Angel's Share Title
Havana Club Añejo Blanco
When an established and well known rum company like Bacardi releases a rum line that shares the name of an established global brand you know there is more to the story. Havana Club Añejo Blanco was released to the U.S. market in 2016 and is reported in the press documents to be based on a recipe that the Arechabala family used in 1934 to create the original Cuban Havana Club product until their rum company was nationalized by Fidel Castro’s regime in 1960. When the family fled Cuba and went into exile, they took the formula with them.
What we see on the shelves in the United States is Bacardi’s rendition of that product after they purchased the recipe from the Arechabala family in 1994. In my opinion, this is one more salvo in their ongoing battle with the Cuban government and Pernod Ricard in their decades spanning trademark war.

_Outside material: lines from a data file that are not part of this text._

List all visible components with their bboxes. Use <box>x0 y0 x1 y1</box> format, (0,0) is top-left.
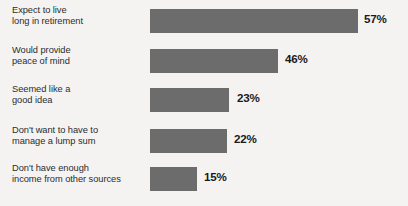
bar-track <box>150 167 400 191</box>
category-label: Don't have enough income from other sour… <box>12 163 147 186</box>
bar-track <box>150 9 400 33</box>
bar-row: Don't have enough income from other sour… <box>0 163 408 197</box>
horizontal-bar-chart: Expect to live long in retirement 57% Wo… <box>0 0 408 206</box>
bar-fill <box>150 167 197 191</box>
category-label: Expect to live long in retirement <box>12 5 140 28</box>
bar-value-label: 46% <box>285 52 308 65</box>
bar-value-label: 22% <box>234 132 257 145</box>
bar-fill <box>150 9 358 33</box>
bar-track <box>150 129 400 153</box>
bar-value-label: 23% <box>237 91 260 104</box>
bar-value-label: 15% <box>204 170 227 183</box>
bar-fill <box>150 88 229 112</box>
bar-value-label: 57% <box>364 12 387 25</box>
bar-row: Seemed like a good idea 23% <box>0 84 408 118</box>
bar-track <box>150 49 400 73</box>
bar-fill <box>150 49 278 73</box>
category-label: Seemed like a good idea <box>12 84 140 107</box>
category-label: Don't want to have to manage a lump sum <box>12 125 147 148</box>
category-label: Would provide peace of mind <box>12 45 140 68</box>
bar-row: Don't want to have to manage a lump sum … <box>0 125 408 159</box>
bar-track <box>150 88 400 112</box>
bar-row: Would provide peace of mind 46% <box>0 45 408 79</box>
bar-fill <box>150 129 227 153</box>
bar-row: Expect to live long in retirement 57% <box>0 5 408 39</box>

The rum in the bottle is distilled in Puerto Rico and aged for one year in used American white oak Bourbon barrels. It is blended and aged in oak for an additional two months before being filtered and bottled at 40% ABV.
Appearance
The bottle has a black and silver label with bold text that can easily be spotted on the shelves. The liquid is crystal clear in the bottle and glass, showing the level of filtration we are used to seeing with all Bacardi products.
Nose
The aroma of the rum leads with turbinado sugar, vanilla, with a touch of citrus before the alcohol note dominates the profile.
Palate
Sipping the rum delivers a swirl of sugary vanilla, pineapple, raisins and lime notes. As these settle some light mineral notes of salt, sulfur laced char, and raw alcohol take over and meld with the other flavors in a long finish.
Review
The notes in the rum are combative when sipping neat, but proved serviceable and docile in both a Cuba Libre and Daiquiri Cocktails. Found only in the United States as it would be in violation of the Global Trademark of the Cuban Havana Club product; this rum comes up short compared to Bacardi select, the next closest product in the Bacardi portfolio.
For me the purchase and exploration of this product was one born of curiosity and now that the work has been done really have no interest in revisiting it as there are better products in the market with which to make cocktails.